🔹 What Is Payroll Financing?

Payroll financing (sometimes called payroll funding) is short-term working capital provided by a lender or financing company to ensure a business can meet payroll obligations on time.

Instead of missing payroll or delaying wages, the company borrows funds and repays them once receivables or revenue come in.


🔹 General Guidelines

Loan Structure

  • Short-term loans or lines of credit designed specifically for covering payroll.

  • Can also be structured as invoice factoring (advancing cash against unpaid invoices).

Loan Terms

  • Term length: 1 week – 6 months (very short).
  • Rates: Higher than traditional loans — often 1.5%–5% per month, or APR equivalents of 18%–60%.
  • Repayment: Weekly or monthly payments, sometimes tied directly to incoming receivables.

Funding Speed

  • Very fast — approvals in days, sometimes same-day funding if urgent.

Amounts

  • Based on company size and payroll needs.
  • Ranges from $25,000 to several million.

🔹 Collateral & Requirements

  • Lenders often secure against accounts receivable, contracts, or cash flow.
  • Credit matters less than business revenues and invoices.
  • Some lenders require a personal guarantee.

🔹 Collateral & Requirements

  • Lenders often secure against accounts receivable, contracts, or cash flow.

  • Credit matters less than business revenues and invoices.
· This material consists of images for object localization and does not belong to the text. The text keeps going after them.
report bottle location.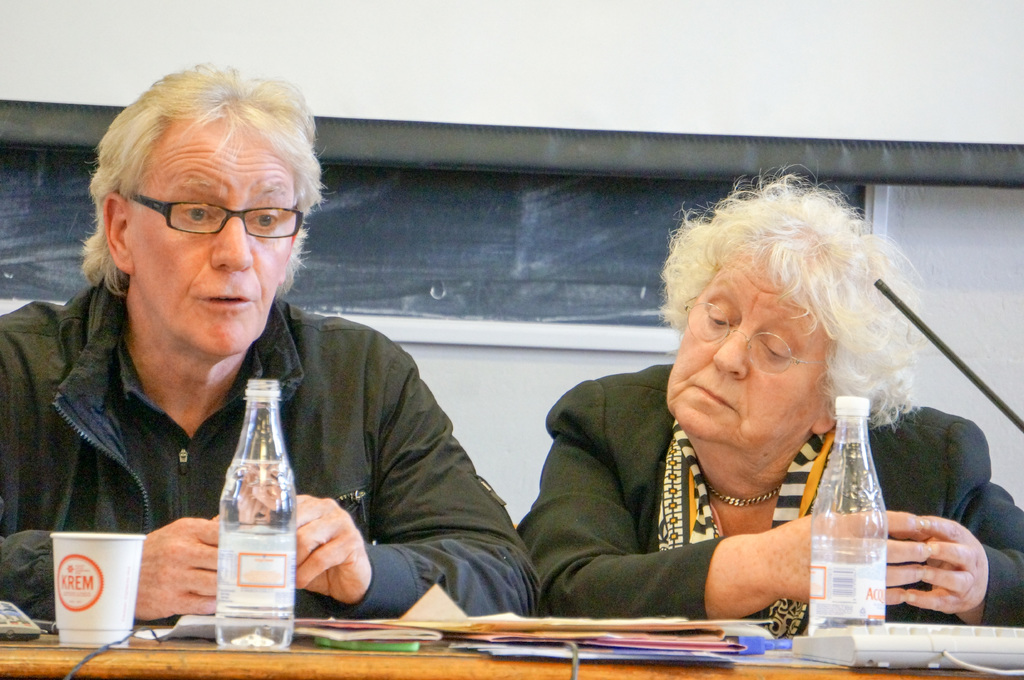
Report: [left=810, top=396, right=885, bottom=633].
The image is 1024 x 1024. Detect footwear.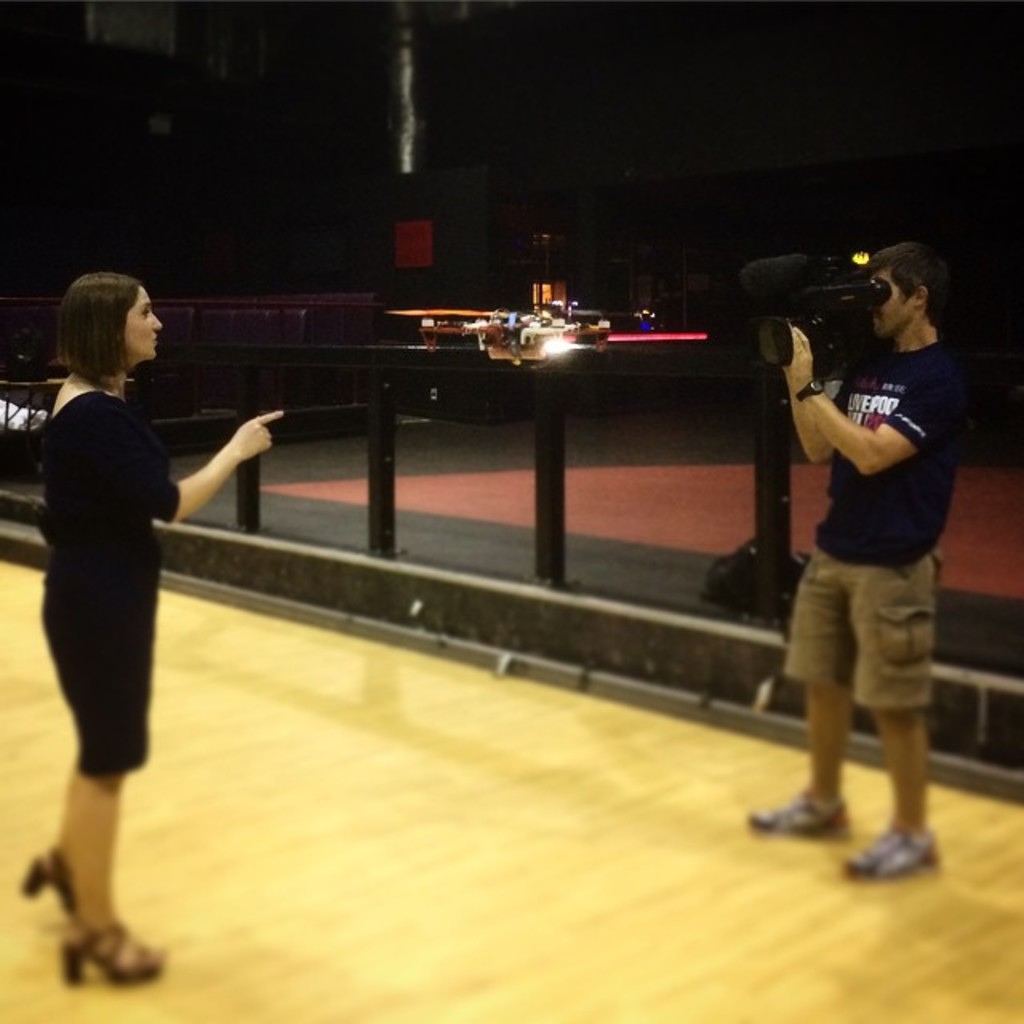
Detection: [left=746, top=789, right=845, bottom=837].
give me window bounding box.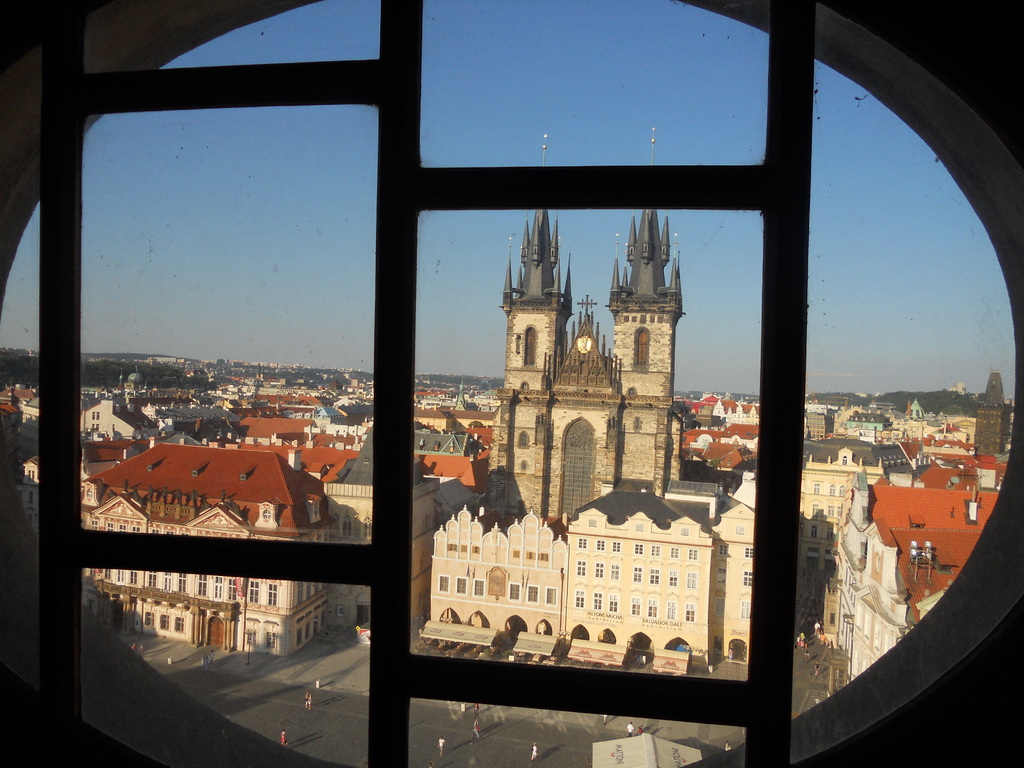
x1=132 y1=525 x2=140 y2=533.
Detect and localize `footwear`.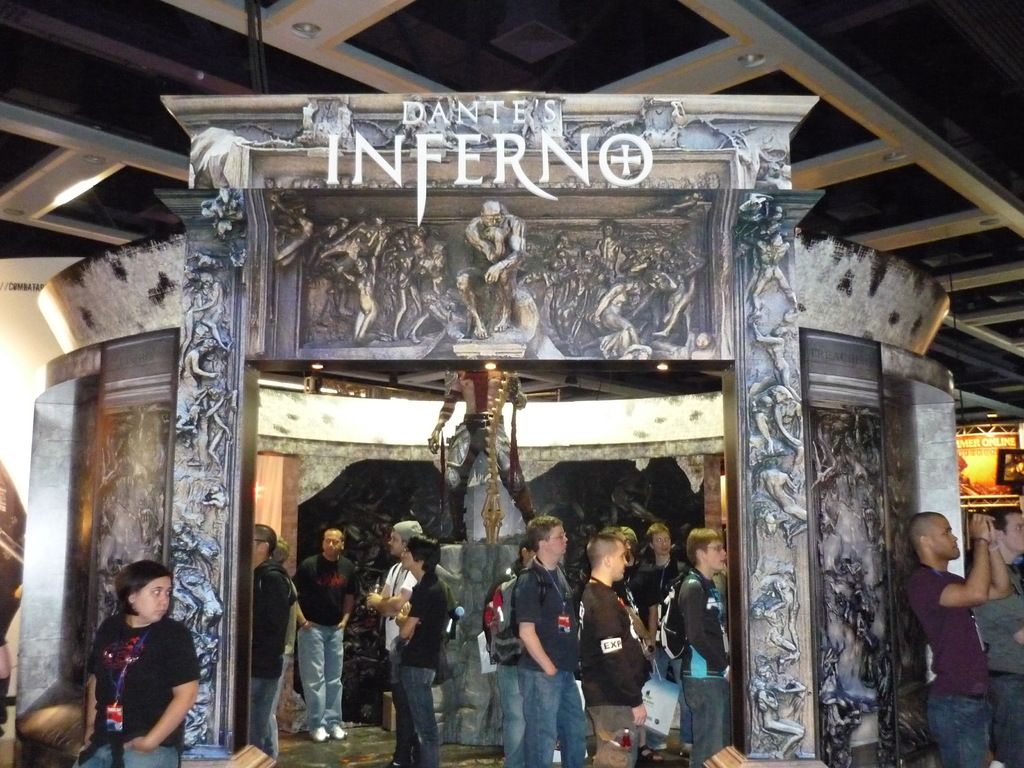
Localized at {"left": 390, "top": 757, "right": 406, "bottom": 767}.
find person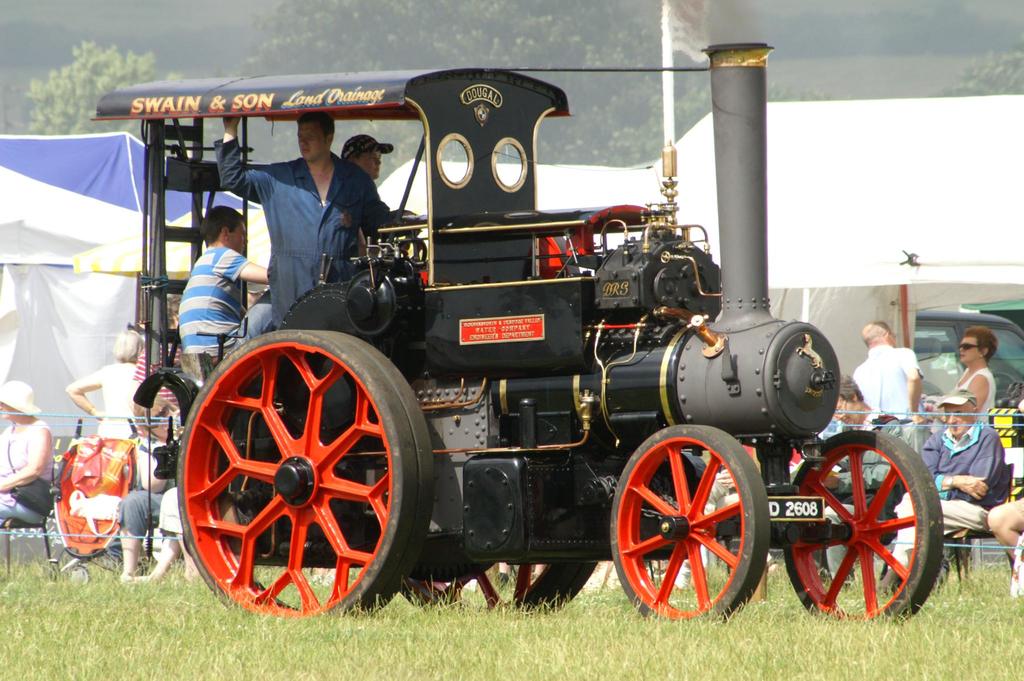
bbox=(176, 204, 268, 369)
  • Some lenders require a personal guarantee.


🔹 When Companies Use It

  • Cash flow gaps (e.g., waiting 30–90 days for clients to pay).

  • Seasonal businesses that need extra funds during peak hiring.

  • High-growth startups scaling quickly without steady cash reserves.

  • Emergency situations where payroll must be met to avoid penalties, lawsuits, or employee turnover.


🔹 Alternatives to Payroll Financing

  • Business line of credit (cheaper if you qualify).

  • Invoice factoring / accounts receivable financing.

  • Merchant cash advances (but very costly).